Two years ago, Scripps College senior Elisabeth (Eli) Winkelman used her now-famous recipe for baking challah bread to create the student organization Challah for Hunger to raise money for victims of the humanitarian crisis in Darfur.
Recently Eli spoke with Lynne Rossetto Kasper, host of NPR’s The Splendid Table, about Challah for Hunger’s efforts. The interview will be featured on this weekend’s edition of the program. The Splendid Table, public radio’s culinary, culture, and lifestyle program airs nationally. The Los Angeles NPR affiliate KPCC-FM 89.3 will broadcast the show on Sunday, January 14, at 3 p.m. To look up your local listing for the program, please visit The Splendid Table website.
Winkelman and her classmates at Scripps College bake challah, the traditional Jewish sweet bread, on Thursday evenings, and sell it the next day to The Claremont Colleges community, with all proceeds – $20,000 to date – going to the growing Sudanese refugee population.
“To help stop the genocide, we have to educate people, write letters to elected officials and news outlets, and eat challah,” says Eli. “I’ve watched people who knew nothing about Darfur approach our table to buy bread, and then spend 30 minutes learning about the situation. Everyone sees that we all have to be aware world citizens, and that you can make a difference in the world, even through something as simple as bread.”
The organization also encourages advocacy, offering customers a discount if they write a letter or make a phone call to an elected official or media outlet about the situation in the Sudan. So far, Challah for Hunger has sent hundreds of letters to Washington and more than $20,000 to the American Jewish World Service Emergency Appeal for Darfur. The money is used for humanitarian relief efforts, particularly for programs relating to women and children who’ve been harmed.
“We have a great group of people who get together on Thursday nights, have an amazing time baking, and then, through all the fun, end up raising money to help people in dire need in Sudan,” said Amy Mann, Scripps ’09, 2006-07 products manager.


WHAT THE TASK REQUIRES
Take every line from the entries below that includes the word "plus" and copy it.
──────── DATA PROVIDED
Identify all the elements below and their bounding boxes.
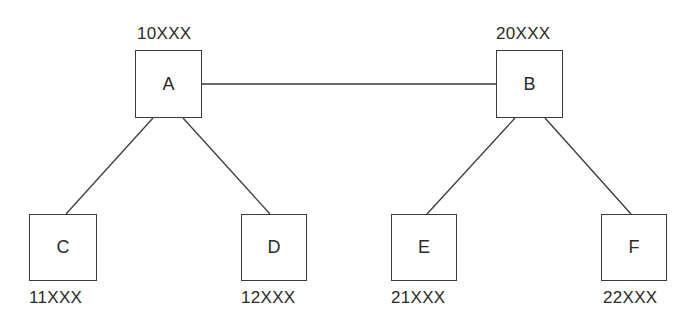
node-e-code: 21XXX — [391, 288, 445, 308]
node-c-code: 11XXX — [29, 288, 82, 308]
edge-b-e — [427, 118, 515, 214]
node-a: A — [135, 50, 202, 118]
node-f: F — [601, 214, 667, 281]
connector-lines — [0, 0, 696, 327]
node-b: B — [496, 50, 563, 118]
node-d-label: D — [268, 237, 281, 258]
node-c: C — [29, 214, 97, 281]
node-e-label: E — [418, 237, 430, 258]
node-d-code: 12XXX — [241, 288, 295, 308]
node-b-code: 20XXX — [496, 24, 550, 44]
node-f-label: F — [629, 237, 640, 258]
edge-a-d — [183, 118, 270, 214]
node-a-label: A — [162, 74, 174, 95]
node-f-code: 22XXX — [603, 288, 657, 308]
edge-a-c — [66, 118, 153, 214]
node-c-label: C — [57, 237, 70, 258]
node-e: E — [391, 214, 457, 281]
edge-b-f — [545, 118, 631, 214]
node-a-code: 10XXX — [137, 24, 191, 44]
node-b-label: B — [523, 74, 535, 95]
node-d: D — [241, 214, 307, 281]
────────────────
──────── DATA PROVIDED
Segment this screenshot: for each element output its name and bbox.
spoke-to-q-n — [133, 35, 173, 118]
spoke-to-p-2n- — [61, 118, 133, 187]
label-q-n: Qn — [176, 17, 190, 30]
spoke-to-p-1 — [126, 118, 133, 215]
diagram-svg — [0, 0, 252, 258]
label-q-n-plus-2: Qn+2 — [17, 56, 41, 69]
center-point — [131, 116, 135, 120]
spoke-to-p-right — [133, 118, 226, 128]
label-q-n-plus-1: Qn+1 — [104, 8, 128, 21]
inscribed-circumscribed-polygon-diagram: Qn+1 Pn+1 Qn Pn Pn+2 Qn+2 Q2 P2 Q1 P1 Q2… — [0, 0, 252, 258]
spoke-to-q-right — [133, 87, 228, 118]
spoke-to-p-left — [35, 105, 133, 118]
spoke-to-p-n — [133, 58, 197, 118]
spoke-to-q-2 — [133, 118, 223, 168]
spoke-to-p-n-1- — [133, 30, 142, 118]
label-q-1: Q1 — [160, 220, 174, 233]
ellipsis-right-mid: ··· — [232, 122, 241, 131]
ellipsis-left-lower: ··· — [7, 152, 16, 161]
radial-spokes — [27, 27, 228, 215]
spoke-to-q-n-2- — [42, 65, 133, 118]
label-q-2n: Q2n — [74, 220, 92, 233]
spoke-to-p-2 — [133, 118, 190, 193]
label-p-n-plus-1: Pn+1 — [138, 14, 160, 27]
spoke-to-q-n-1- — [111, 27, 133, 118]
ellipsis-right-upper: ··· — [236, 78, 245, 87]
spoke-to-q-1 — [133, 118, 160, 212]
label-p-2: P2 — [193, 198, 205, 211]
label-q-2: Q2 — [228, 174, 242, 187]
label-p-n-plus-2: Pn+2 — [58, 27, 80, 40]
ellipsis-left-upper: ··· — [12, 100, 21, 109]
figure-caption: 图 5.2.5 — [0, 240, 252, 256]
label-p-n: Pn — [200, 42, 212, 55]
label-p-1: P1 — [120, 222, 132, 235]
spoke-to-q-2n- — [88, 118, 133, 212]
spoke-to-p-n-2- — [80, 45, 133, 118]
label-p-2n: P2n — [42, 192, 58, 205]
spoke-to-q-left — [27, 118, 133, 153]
────────────────
YOUR RESPONSE
label-q-n-plus-2: Qn+2 — [17, 56, 41, 69]
label-q-n-plus-1: Qn+1 — [104, 8, 128, 21]
label-p-n-plus-1: Pn+1 — [138, 14, 160, 27]
label-p-n-plus-2: Pn+2 — [58, 27, 80, 40]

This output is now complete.